ACTIVITY
When you find the line that contains "This screenshot has width=1493, height=840.", restate it and all lines after it exactly, stopping at the end of the material.
__________
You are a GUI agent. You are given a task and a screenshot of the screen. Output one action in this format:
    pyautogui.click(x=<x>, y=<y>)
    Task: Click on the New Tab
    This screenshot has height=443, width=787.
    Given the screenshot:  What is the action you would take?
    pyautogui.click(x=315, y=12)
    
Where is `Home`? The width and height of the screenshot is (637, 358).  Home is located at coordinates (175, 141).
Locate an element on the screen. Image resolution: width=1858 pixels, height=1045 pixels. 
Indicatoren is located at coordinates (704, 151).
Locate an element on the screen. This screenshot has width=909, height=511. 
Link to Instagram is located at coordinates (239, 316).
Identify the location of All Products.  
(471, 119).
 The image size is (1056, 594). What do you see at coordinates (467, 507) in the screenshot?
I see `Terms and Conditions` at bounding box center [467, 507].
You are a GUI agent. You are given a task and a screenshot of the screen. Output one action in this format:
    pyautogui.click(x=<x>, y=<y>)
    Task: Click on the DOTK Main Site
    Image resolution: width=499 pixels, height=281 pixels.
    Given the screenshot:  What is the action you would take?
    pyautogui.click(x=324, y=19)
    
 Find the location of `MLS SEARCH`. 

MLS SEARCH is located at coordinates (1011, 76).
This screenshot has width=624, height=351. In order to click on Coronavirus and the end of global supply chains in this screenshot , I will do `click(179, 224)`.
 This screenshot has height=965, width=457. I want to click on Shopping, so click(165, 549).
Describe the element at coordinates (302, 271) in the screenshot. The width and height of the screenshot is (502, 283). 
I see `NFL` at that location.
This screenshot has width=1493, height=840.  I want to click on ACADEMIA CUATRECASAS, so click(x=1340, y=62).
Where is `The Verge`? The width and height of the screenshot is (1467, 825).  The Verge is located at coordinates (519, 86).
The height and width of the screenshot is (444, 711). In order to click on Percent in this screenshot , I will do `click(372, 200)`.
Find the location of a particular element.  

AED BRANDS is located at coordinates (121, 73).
__________
RESPONSE TO THIS TASK
This screenshot has width=1493, height=840.  I want to click on ACADEMIA CUATRECASAS, so click(x=1340, y=62).
Where is `The Verge`? The width and height of the screenshot is (1467, 825).  The Verge is located at coordinates (519, 86).
The height and width of the screenshot is (444, 711). In order to click on Percent in this screenshot , I will do `click(372, 200)`.
Find the location of a particular element.  

AED BRANDS is located at coordinates (121, 73).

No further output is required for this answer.